Financing

The True Cost Per DSCR Lead in 2026 (Benchmark Data)

Most cost-per-lead conversations stop at the wrong number. A broker says they pay $90 a lead, another says $40, and neither comparison means anything without knowing exclusivity, recency, channel, and what closed off the volume.

The True Cost Per DSCR Lead in 2026 (Benchmark Data)

Most cost-per-lead conversations stop at the wrong number. A broker says they pay $90 a lead, another says $40, and neither comparison means anything without knowing exclusivity, recency, channel, and what closed off the volume.

This is a clean-sheet look at what DSCR leads actually cost across the five channels brokers use most in 2026.

Why 2026 prices look different from 2024

Three structural shifts have moved DSCR lead pricing in the last 18 months.

Borrower scarcity in tier-one markets. Investor purchase volume in California, Florida, Arizona, and parts of Texas has come off the 2022 peak. Federal Reserve regional housing data, including the macro view through FRED, shows investor share of home purchases broadly flattening. More brokers competing for fewer leads.

Ad platform tightening. Meta's Special Ad Category enforcement got sharper through 2025. Google's lender policy revisions pushed advertisers off broad-match. Both moves pushed CPCs up.

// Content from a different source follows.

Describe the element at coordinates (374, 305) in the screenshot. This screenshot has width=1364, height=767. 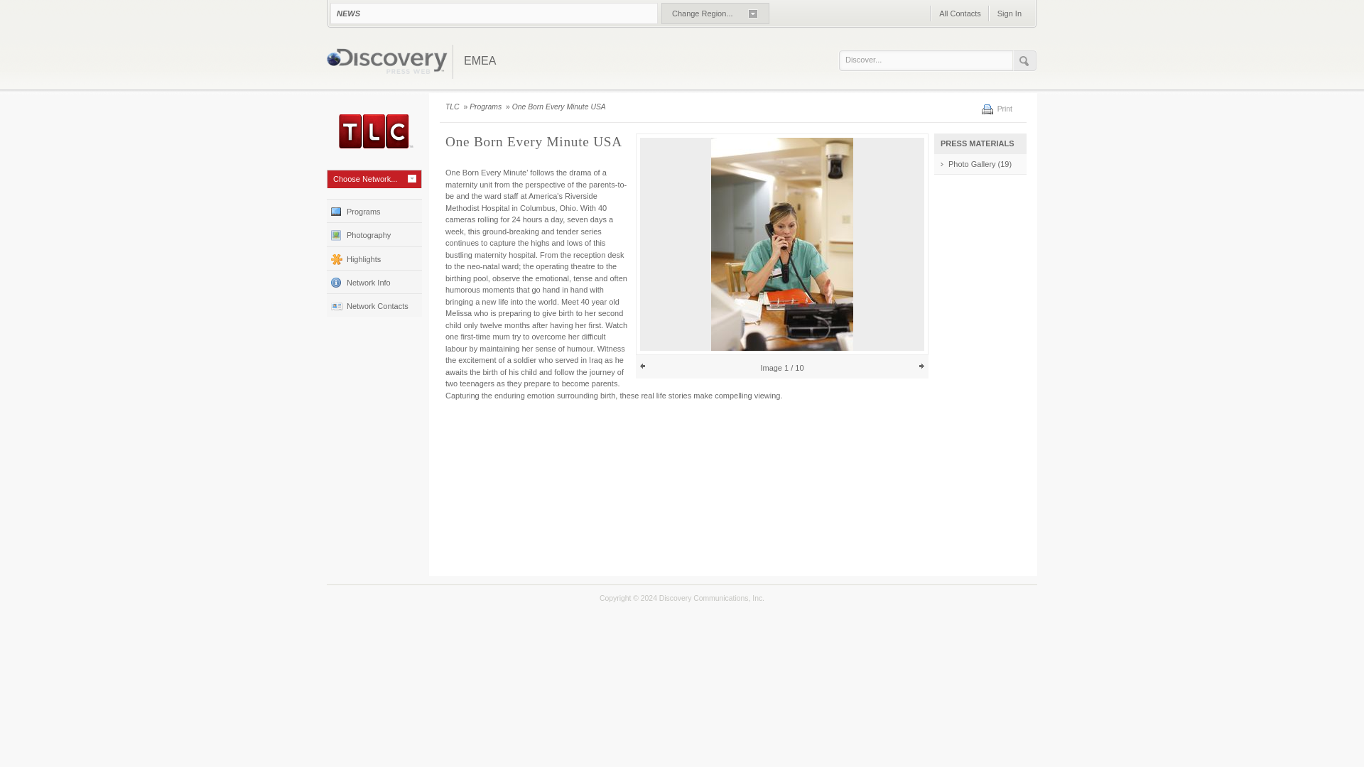
I see `Network Contacts` at that location.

Marketplace consolidation. The thin-margin lead aggregators that sold scraped data at $8 a lead have mostly closed. The remaining marketplaces charge more but deliver more.

Cost per lead by channel

Marketplace leads

Quality varies enormously by marketplace. The best operators are pre-pricing the loan for the borrower before passing the lead on. For example, one specialist marketplace publishes its lead specifications upfront so brokers know exactly what borrower stage and data completeness they're buying before they pay.

Google Ads

State breakdown for cost per lead: - California, Florida, Texas, Arizona: $140 to $220 - Georgia, North Carolina, Tennessee, Ohio: $90 to $140 - Most other states: $80 to $120

Meta lead form ads

The gap is the story. Meta lead forms produce volume cheaply, but qualification rates run a fraction of search-driven inbound.

Direct mail

Industry chatter and trade outlets like Mortgage News Daily regularly cover originators citing direct mail as a quietly persistent refinance source.

Realtor and existing client referrals

The lowest cost-per-lead channel, but the highest cost-per-acquisition for a broker without the relationships yet.

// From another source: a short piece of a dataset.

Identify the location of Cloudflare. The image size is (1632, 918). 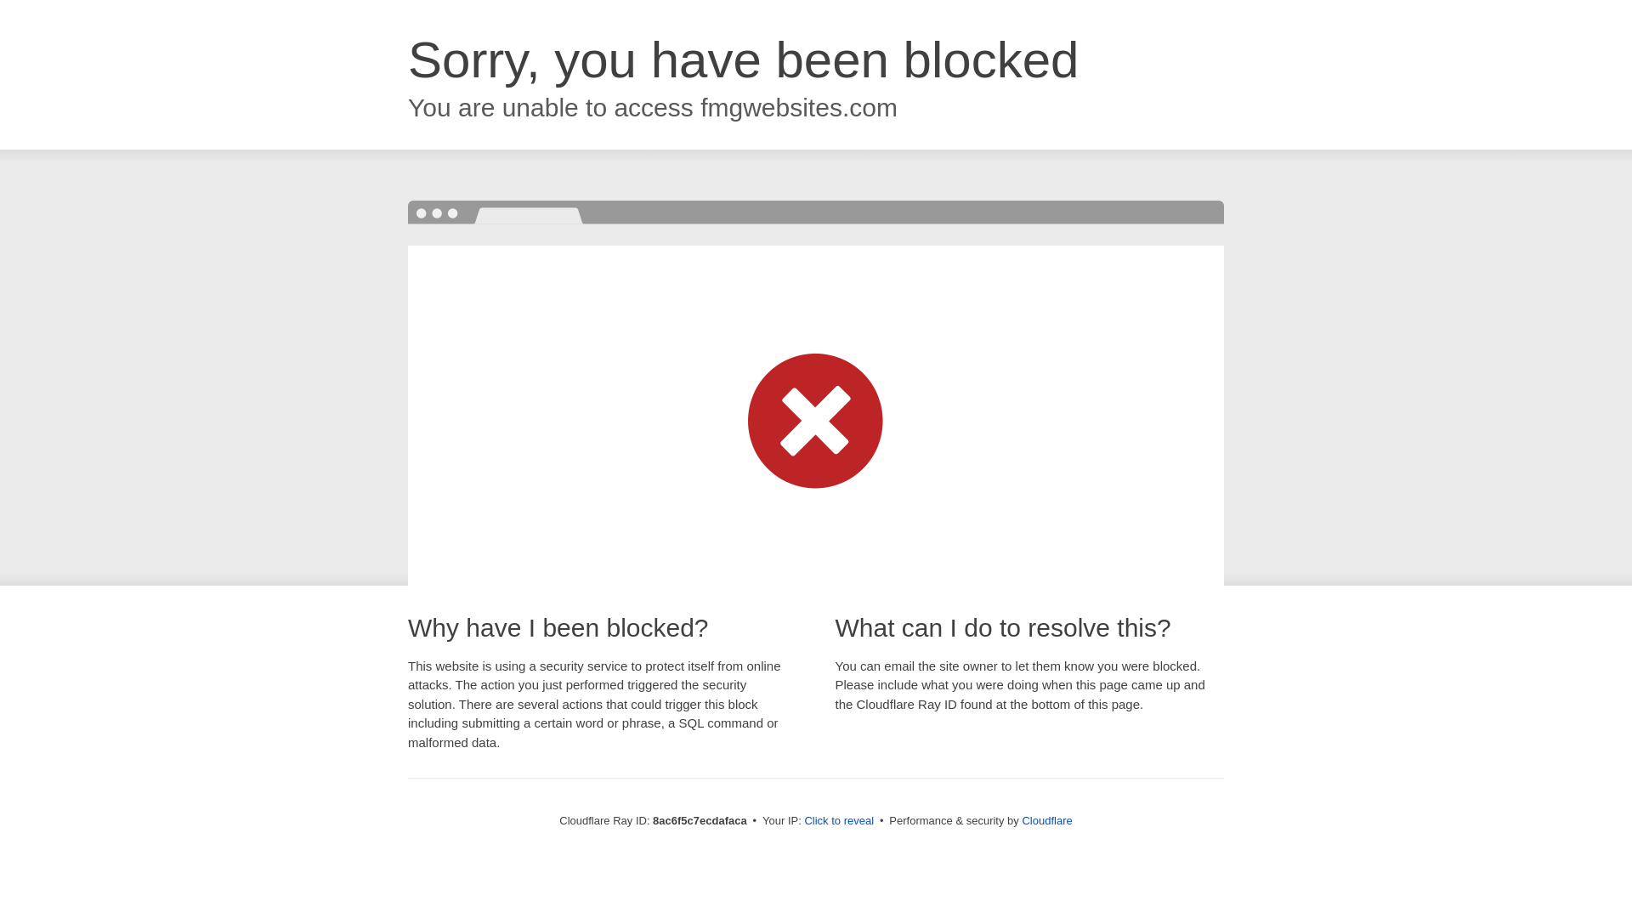
(1047, 820).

What "cost per closed loan" looks like

Channel Cost per lead Close rate Cost per closed loan
Realtor referrals ~$60 22-30% $200-$275
Marketplace (exclusive, pre-priced) $100 12-18% $560-$830
Google Ads (exact match) $140 8-12% $1,170-$1,750
Marketplace (shared 3-way) $30 4-7% $430-$750
Direct mail $150 8-15% $1,000-$1,875
Meta lead form $35 1.5-3% $1,170-$2,330

Two takeaways. First, the cheapest leads by sticker price are rarely cheapest by closed loan. Second, exclusive pre-priced marketplace leads punch well above their per-lead cost when close rate is factored in.

Where prices likely go from here

Through the back half of 2026, lender competition for non-QM origination should intensify as several mid-tier banks expand their DSCR programs, pushing paid-acquisition costs higher. Marketplace prices for exclusive, well-qualified leads should hold or rise.

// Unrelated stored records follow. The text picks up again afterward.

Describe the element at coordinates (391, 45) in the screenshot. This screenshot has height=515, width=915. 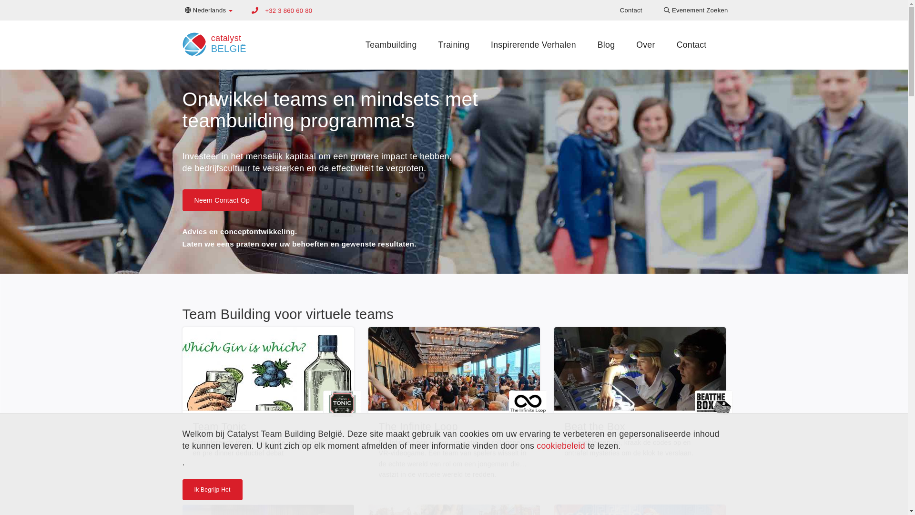
I see `Teambuilding` at that location.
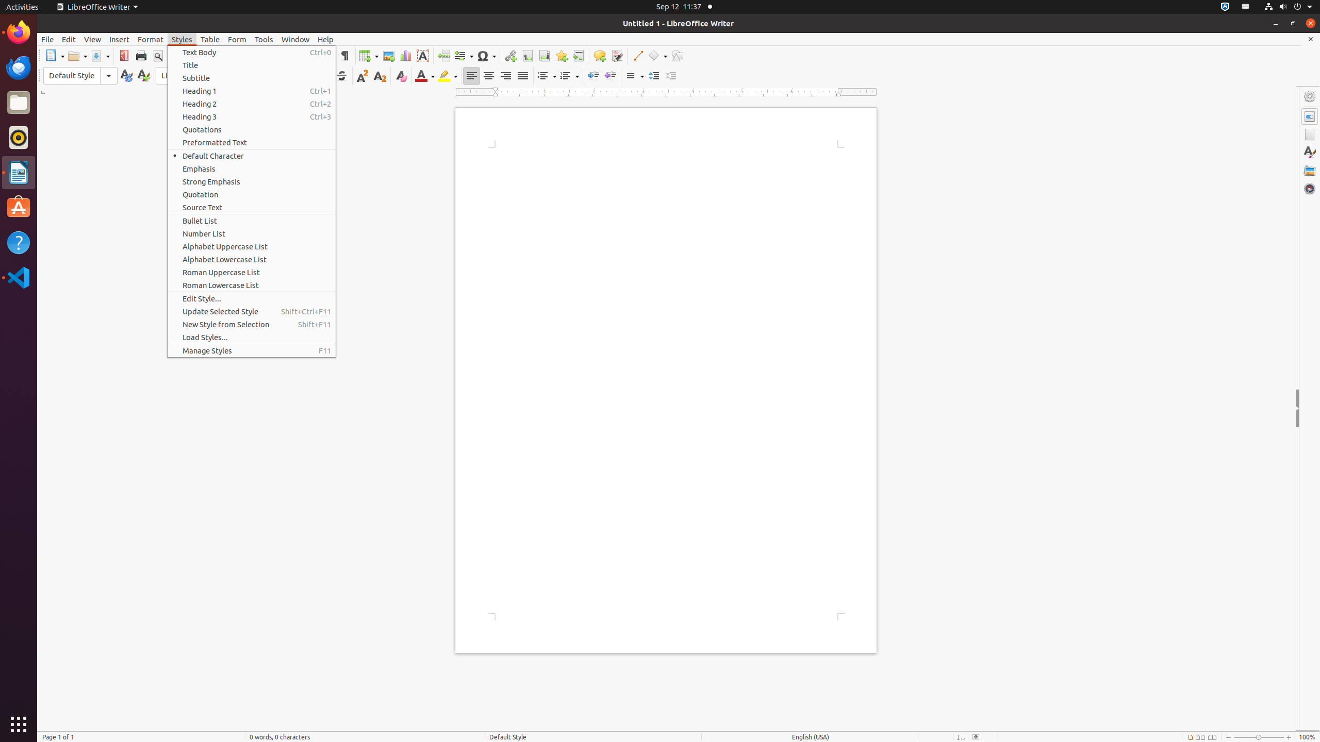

Brokers running on marketplace plus referral mixes are best positioned for the next 12 months. Brokers running mostly on Meta lead forms are not.


Editorial note: figures and benchmarks referenced in this article are estimates synthesised from industry observations, broker reports, and publicly available trade reporting. They are intended to illustrate market dynamics and should not be cited as primary research without independent verification.

AC

Alex Chen

Markets Contributor

Alex covers mortgage marketing strategy, paid acquisition economics, and how macro rate environment shifts reshape investor demand and broker operations. His background is in performance marketing for financial services, with a particular focus on non-QM advertising compliance under tightening platform restrictions. He writes the kind of analysis brokers and originators read when they want numbers instead of platitudes.